Limit this search to....

The Sopranos
Contributor(s): Polan, Dana (Author)
ISBN: 0822344106     ISBN-13: 9780822344100
Publisher: Duke University Press
OUR PRICE:   $25.60  
Product Type: Paperback
Published: March 2009
Qty:
Annotation: "An engaging and lucid account of the influential cultural status that HBO's "The Sopranos" achieved by allowing diverse artistic and commercial interests to profitably converge in the postnetwork era. The book is distinctive in detailing not just how fans and critics animated the series, but also how HBO and the producers carefully crafted an epic narrative that would lead to a profitable ancillary afterlife. Dana Polan proves that close, careful narrative analysis can provide prescient insights about television's increasingly sophisticated practices to which broader cultural and industrial accounts are blind."--John Thornton Caldwell, author of "Production Culture: Industrial Reflexivity and Critical Practice in Film and Television"
Additional Information
BISAC Categories:
- Performing Arts | Television - History & Criticism
Dewey: 791.457
LCCN: 2008048039
Series: Spin Offs
Physical Information: 0.49" H x 6.48" W x 8.26" (0.61 lbs) 232 pages
 
Descriptions, Reviews, Etc.
Publisher Description:
"In its original run on HBO, The Sopranos mattered, and it matters still," Dana Polan asserts early in this analysis of the hit show, in which he sets out to clarify the impact and importance of the series in both its cultural and media-industry contexts. A renowned film and TV scholar, Polan combines a close and extended reading of the show itself-and of select episodes and scenes-with broader attention to the social landscape with which it is in dialogue. For Polan, The Sopranos is a work of playful irony that complicates simplistic attempts to grasp its meanings and values. The show seductively beckons the viewer into an amoral universe, hinting at ways to make sense of its ethically complicated situations, only to challenge the viewer's complacent grasp of things. It deftly exploits the interplay between art culture and popular culture by mixing elements of art cinema-meandering plots, narrative breaks, and an uncertain progression-with the allure of a soap opera, delving into its characters' sex lives, mob rivalries, and parent-child conflicts.

A show about corrupt figures who parasitically try to squeeze illicit profit from the system, The Sopranos itself seems a target of attempts to glom on to its fame as a successful TV series: attempts by media executives, marketers, critics and writers, and even presidential candidates. "Everyone wants a piece of Sopranos action," says Polan, and he traces the marketing of the series across both official and unauthorized media platforms, including cookbooks, games, DVDs, and the kitschy Sopranos bus tour. Critiquing previous books on The Sopranos, Polan suggests that in their quest to find deep meaning, many of the authors missed the show's ironic and comedic side.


Exercise description = Write out each line of the material again, word for word.

Data for review =
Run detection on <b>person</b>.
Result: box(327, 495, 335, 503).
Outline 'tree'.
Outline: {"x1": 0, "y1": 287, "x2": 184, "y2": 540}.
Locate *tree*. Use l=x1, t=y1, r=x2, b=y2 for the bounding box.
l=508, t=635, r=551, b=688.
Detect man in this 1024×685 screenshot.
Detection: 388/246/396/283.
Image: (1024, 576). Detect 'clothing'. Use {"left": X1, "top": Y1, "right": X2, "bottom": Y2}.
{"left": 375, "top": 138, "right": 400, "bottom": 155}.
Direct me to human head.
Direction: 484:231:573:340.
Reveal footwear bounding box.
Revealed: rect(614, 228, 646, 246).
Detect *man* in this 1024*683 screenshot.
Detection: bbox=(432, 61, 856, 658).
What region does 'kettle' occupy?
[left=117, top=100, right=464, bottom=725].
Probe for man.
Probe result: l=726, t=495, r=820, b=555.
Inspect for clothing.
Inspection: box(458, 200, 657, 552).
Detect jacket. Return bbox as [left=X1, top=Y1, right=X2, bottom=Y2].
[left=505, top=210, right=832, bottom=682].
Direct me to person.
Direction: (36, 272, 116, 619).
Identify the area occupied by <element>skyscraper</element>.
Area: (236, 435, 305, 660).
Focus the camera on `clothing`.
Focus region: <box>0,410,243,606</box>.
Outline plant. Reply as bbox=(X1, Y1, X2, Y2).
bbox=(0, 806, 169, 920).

The completed task =
Run detection on <b>person</b>.
Result: box(327, 495, 335, 503).
Outline 'tree'.
Outline: {"x1": 0, "y1": 287, "x2": 184, "y2": 540}.
Locate *tree*. Use l=x1, t=y1, r=x2, b=y2 for the bounding box.
l=508, t=635, r=551, b=688.
Detect man in this 1024×685 screenshot.
Detection: 388/246/396/283.
Image: (1024, 576). Detect 'clothing'. Use {"left": X1, "top": Y1, "right": X2, "bottom": Y2}.
{"left": 375, "top": 138, "right": 400, "bottom": 155}.
Direct me to human head.
Direction: 484:231:573:340.
Reveal footwear bounding box.
Revealed: rect(614, 228, 646, 246).
Detect *man* in this 1024*683 screenshot.
Detection: bbox=(432, 61, 856, 658).
What region does 'kettle' occupy?
[left=117, top=100, right=464, bottom=725].
Probe for man.
Probe result: l=726, t=495, r=820, b=555.
Inspect for clothing.
Inspection: box(458, 200, 657, 552).
Detect jacket. Return bbox as [left=X1, top=Y1, right=X2, bottom=Y2].
[left=505, top=210, right=832, bottom=682].
Direct me to person.
Direction: (36, 272, 116, 619).
Identify the area occupied by <element>skyscraper</element>.
Area: (236, 435, 305, 660).
Focus the camera on `clothing`.
Focus region: <box>0,410,243,606</box>.
Outline plant. Reply as bbox=(X1, Y1, X2, Y2).
bbox=(0, 806, 169, 920).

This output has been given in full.